Reputation: 129
I've run into a very serious (IMO) problem. I am using the native cross platform tools in visual studio 2015.
Since several implementations of the standard library were downloaded by visual studio
C:\ProgramData\Microsoft\AndroidNDK\android-ndk-r10e\sources\cxx-stl\
I was surprised when I started finding stl classes that were not compiling.
I wrote off std::wstring_convert<std::codecvt_utf8_utf16<wchar_t>>
not being available as a quirk of gnu-libstdc++.
I tried to set the stl to others to see if they were better. This was done in the visual studio project properties window.
No combination of toolset or STL made std::wstring_convert<std::codecvt_utf8_utf16<wchar_t>>
available.
I moved on, saying "If I have to implement that one function myself it's not the end of the world."
However shortly afterward I tried to use to_wstring
. Again the function was not recognized even though wstring
was.
This was a step too far so I checked to see if gnu-libstdc++ had in fact implemented anything at all. In fact they had, see 21.5 of the standard is Y.
I was very confused now. I did some googling and found nothing more substantial than "set it to c++ 11."
Unless Visual Studio isn't doing anything with the following setting I assume GCC is being called correctly.
Eventually I opened up basic_string.h in visual studio to make sure that the function was actually there.
It was, line 3000:
inline wstring
to_wstring(int __val)
{ return __gnu_cxx::__to_xstring<wstring>(&std::vswprintf, 4 * sizeof(int), L"%d", __val); }
Then I saw by the shading that it was being omitted by the preprocessor. Behold line 2847:
#if ((__cplusplus >= 201103L) && defined(_GLIBCXX_USE_C99) \
&& !defined(_GLIBCXX_HAVE_BROKEN_VSWPRINTF))
The problem was not __cplusplus nor _GLIBCXX_HAVE_BROKEN_VSWPRINTF. _GLIBCXX_USE_C99 was not defined.
Searching for this problem yielded a couple of stack overflow questions.
Most of the comments seemed to think the problem would be fixed with a new release of GCC. For instance GCC 4.4.5. However since visual studio downloaded 4.9... I don't think this is merely a problem with versions.
I followed the link there to a three year old bug report which contained the statement:
It's not possible to fix in GCC without extraordinary effort for a single target, which is not going to happen. If a given target wants to support C++11 features then it needs to provide the necessary C99 features. This is not a GCC issue.
Well, in visual studio I had set the C standard to C99, for the record C11 didn't make any difference.
I am really not sure how to proceed from here. It seems to me that somehow Visual Studio is not communicating to GCC what is or is not available. That is just a theory though.
I am opposed to trying to manually change a distribution on the stl. That defeats the purpose of a stl. At the same time this project I am undertaking may well be impossible without the standard library (given the time constraints). I am afraid to continue lest I find more critical functionality hidden due to lack of C library functions.
I have this insane hope that there is something I could change in visual studio, some setting or command line override that would fix this.
P.S. I have looked into developing the android part in eclipse or android studio. The NDK documentation mentions eclipse often, but the android SDK has scary messages about the ADT no longer being supported. On top of that I had issues out of the box debugging the native code (but those are beyond the scope). The android studio build system (gradle) doesn't seem friendly to custom folder structures in the least. All of our source is in TFS and I can't change that at this point.
Upvotes: 1
Views: 1715
Reputation: 1259
This is known problem of Google's Android NDK - C++ Standard Library is broken there, unless you're using just small subset of C++ functionality. Macro _GLIBCXX_USE_C99
is defined (or not defined) in $NDK/sources/cxx-stl/gnu-libstdc++/4.9/libs/$ABI/include/bits/c++config.h
at the moment when GNU libstdc++ is building (i.e. on Google's side, when they build NDK). Unfortunately, it's built on top of very limited libc (Google's Bionic), so GNU libstdc++ configuration scripts detect it and disable some parts (in particular, std::to_wstring
), depending on that absent functionality in libc.
This is one of the main reason why I've started CrystaX NDK - alternative native development kit for Android. In CrystaX NDK, we pay special attention to completeness of libc, libstdc++, and conformance to standards in general. CrystaX NDK works as a drop-in replacement for Google's Android NDK, so most likely it will just work with Visual Studio too.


_PROBLEM TO WORK ON_
Below are some records; output exactly the lines from the line with "pixels, height=614 pixels." to the line with "Task: Click on the span: Network", both ends kept, and nothing more.

*** Opening DATA IN THIS EXERCISE ***

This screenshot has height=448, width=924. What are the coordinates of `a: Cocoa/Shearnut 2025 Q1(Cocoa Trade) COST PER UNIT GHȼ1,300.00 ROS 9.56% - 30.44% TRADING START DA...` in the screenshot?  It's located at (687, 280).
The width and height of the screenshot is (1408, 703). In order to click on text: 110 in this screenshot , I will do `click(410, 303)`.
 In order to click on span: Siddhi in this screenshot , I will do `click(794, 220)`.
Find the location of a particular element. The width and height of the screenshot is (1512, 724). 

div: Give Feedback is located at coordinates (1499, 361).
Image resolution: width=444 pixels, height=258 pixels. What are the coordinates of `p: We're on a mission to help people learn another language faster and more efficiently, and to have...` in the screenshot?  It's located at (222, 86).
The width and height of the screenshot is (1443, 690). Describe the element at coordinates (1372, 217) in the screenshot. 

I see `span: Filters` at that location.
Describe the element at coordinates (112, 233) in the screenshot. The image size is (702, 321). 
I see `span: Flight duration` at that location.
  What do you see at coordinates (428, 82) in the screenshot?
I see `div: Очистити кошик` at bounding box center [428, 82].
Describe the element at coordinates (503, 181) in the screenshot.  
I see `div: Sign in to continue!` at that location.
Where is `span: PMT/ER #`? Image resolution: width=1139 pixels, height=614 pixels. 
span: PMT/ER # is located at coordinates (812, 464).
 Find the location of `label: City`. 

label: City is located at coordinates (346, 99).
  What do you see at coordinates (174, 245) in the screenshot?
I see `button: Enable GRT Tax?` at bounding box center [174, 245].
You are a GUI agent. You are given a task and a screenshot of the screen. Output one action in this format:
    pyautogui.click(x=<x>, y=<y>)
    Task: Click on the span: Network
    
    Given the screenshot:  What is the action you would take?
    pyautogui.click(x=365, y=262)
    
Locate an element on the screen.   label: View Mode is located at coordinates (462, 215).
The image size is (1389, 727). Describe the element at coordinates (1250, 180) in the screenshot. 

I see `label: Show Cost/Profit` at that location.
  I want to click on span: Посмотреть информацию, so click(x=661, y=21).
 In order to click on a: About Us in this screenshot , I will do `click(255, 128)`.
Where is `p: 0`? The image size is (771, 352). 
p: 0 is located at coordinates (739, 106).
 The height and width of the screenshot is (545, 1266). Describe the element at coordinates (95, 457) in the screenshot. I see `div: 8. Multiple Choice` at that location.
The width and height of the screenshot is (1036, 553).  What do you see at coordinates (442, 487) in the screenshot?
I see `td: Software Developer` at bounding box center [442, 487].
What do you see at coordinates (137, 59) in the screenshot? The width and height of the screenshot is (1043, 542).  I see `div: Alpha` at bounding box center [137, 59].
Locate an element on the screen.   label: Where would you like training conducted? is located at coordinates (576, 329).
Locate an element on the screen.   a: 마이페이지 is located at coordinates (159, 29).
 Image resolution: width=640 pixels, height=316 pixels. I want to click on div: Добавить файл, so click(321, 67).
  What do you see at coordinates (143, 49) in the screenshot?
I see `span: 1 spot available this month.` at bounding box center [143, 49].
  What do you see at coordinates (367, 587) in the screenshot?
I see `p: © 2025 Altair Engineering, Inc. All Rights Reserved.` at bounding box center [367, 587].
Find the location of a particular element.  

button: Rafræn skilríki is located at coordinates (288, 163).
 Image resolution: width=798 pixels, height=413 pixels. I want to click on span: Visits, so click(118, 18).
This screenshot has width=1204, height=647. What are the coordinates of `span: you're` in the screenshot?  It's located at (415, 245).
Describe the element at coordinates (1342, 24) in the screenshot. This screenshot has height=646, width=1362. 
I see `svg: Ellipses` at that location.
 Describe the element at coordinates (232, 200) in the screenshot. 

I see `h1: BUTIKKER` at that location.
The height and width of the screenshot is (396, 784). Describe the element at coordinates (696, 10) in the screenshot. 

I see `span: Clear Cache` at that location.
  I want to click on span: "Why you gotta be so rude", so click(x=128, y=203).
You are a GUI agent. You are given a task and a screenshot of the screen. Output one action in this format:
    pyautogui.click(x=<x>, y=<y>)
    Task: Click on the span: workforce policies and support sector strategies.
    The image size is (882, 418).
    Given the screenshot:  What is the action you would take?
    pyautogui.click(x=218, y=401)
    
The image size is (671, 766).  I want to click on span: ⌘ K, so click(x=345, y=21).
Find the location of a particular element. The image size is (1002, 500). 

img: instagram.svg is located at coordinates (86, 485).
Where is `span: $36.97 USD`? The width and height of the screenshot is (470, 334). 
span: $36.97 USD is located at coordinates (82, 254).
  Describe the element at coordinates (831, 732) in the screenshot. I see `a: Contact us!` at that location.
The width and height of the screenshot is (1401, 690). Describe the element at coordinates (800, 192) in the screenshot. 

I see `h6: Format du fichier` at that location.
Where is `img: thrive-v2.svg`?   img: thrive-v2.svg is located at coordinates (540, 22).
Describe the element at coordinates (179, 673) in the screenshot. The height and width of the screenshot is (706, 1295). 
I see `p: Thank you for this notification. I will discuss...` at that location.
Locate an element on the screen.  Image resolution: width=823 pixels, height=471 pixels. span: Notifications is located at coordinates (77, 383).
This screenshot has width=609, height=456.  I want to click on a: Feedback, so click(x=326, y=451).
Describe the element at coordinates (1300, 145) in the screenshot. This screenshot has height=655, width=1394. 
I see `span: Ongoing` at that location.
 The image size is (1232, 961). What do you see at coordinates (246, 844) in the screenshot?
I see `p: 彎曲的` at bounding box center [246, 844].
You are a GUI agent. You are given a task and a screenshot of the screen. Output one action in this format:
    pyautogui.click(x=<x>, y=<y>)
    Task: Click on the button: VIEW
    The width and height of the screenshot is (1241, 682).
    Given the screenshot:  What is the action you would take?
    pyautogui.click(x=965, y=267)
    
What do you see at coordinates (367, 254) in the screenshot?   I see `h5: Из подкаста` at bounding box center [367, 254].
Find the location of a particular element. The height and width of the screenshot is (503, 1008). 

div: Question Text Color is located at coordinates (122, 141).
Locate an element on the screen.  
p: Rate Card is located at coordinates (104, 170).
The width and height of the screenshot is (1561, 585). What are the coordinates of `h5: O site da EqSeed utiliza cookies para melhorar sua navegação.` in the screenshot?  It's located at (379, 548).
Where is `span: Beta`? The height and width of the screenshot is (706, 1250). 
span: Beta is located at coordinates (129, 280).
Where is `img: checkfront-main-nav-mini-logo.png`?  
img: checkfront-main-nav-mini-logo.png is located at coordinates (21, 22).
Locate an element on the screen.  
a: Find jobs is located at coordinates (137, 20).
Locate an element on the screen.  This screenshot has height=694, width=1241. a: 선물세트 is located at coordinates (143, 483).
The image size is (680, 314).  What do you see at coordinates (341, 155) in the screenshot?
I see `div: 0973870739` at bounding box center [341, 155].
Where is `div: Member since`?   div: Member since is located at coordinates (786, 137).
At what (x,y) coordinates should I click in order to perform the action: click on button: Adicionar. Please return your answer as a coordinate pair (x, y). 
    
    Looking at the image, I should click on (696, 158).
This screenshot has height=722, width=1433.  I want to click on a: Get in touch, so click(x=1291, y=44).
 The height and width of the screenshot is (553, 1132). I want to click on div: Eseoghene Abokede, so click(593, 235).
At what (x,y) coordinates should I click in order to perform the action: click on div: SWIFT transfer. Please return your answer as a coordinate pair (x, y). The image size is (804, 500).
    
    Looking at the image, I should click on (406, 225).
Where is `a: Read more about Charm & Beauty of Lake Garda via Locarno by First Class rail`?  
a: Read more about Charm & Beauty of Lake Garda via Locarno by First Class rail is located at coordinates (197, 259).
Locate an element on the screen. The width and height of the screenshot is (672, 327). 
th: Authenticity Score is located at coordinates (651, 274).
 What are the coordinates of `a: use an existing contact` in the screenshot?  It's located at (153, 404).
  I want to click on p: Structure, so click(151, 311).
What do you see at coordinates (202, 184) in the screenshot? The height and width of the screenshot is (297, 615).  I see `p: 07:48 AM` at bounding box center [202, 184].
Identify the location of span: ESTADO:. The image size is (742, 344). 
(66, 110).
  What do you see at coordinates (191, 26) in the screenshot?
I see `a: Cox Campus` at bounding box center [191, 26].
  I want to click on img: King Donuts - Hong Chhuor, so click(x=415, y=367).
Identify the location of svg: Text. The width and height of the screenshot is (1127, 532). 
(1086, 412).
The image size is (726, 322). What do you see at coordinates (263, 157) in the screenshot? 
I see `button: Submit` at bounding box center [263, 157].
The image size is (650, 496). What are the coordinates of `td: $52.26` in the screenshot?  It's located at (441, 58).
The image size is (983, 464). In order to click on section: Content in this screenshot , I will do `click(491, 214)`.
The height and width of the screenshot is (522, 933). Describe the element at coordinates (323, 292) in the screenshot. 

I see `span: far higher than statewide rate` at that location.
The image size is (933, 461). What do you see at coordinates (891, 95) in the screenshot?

*** Closing DATA IN THIS EXERCISE ***

_YOUR SOLUTION_
Where is `span: PMT/ER #`? Image resolution: width=1139 pixels, height=614 pixels. 
span: PMT/ER # is located at coordinates (812, 464).
 Find the location of `label: City`. 

label: City is located at coordinates (346, 99).
  What do you see at coordinates (174, 245) in the screenshot?
I see `button: Enable GRT Tax?` at bounding box center [174, 245].
You are a GUI agent. You are given a task and a screenshot of the screen. Output one action in this format:
    pyautogui.click(x=<x>, y=<y>)
    Task: Click on the span: Network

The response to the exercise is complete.